Making it Through: Quinn in Quarantimes

The Meow Wolf artist talks miniatures, mountains and making art through COVID-19

Quinn Tincher, founding member and Senior Artist at Meow Wolf, is still making and creating from his home. He’s been in quarantine, along with the rest of Meow Wolf’s employees, since March 13th. But he’s not letting that fact slow him down. He’s still full-steam ahead on art for one of our future exhibitions. He let us pick his brain a bit! 

 

Photo curtesy of the artist Quinn Tincher

What are you working on?

I am creating 3D floating sculptures that collage reality into a glitchy conglomerate, an amalgam of motion and emotion trapped in time and displayed in still space. The sculptures themselves aren't very large and the detail gets quite small, so for the last month I have been creating itty bitty little worlds. 

 

The design I was able to create calls for an alleyway built into the inside of a geode. I went all in and made an abandoned German townhouse surrounded by brick and fire-escaped, complete with a graffiti covered dumpster that is smaller than a nickel.  I was able to teach myself how to make miniatures from scrap, using only sentra and paint. At the end of the week doing this, I had discovered a new super power and passion.

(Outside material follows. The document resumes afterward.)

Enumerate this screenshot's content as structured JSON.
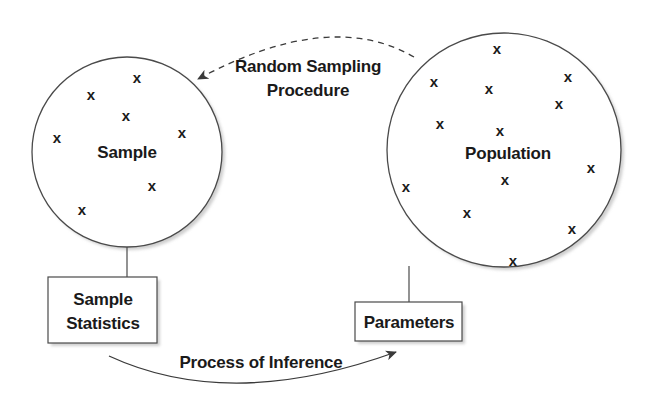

Photo curtesy of the artist Quinn Tincher

 

What music are you listening to? 

At the moment, I am listening to Calypso as my five-year-old daughter shimmies around the room behind me in a Hawaiian shirt; a change from yesterday's AC/DC-fest in a sleeveless jean jacket. 

 

My lovely wife is also locked-down with us and so I get a good dose of early 90s hip-hop and a bunch of Billie Holiday. But, if left to my own devices, which is not a lot these days, I tend toward Explosions in the Sky, This Will Destroy You, when I need to get deep into what I am doing on the workbench. 

Photo curtesy of the artist Quinn Tincher

 

Is this the dystopian future I had expected?

I grew up in a trailer park at the very edge of civilization. The sun set over the volcanic ridges to the northwest of town and there was nothing but rocks and plateau between us and the ancient mountains. I used to have a recurring nightmare of the volcano erupting again; lava surging into the trailer park and my whole world melting little by little into nothing. This is dystopia for me, the inability to escape a slowly moving, inevitable destruction.  

 

What I am experiencing now, what I see around me in not dystopia, it's a chance to see how capable we all are. I don't feel impending doom, I feel hope, because I see (for the first time in my life) a reason to care for each other, a reason to remember how important the health and happiness of others is, to each of us.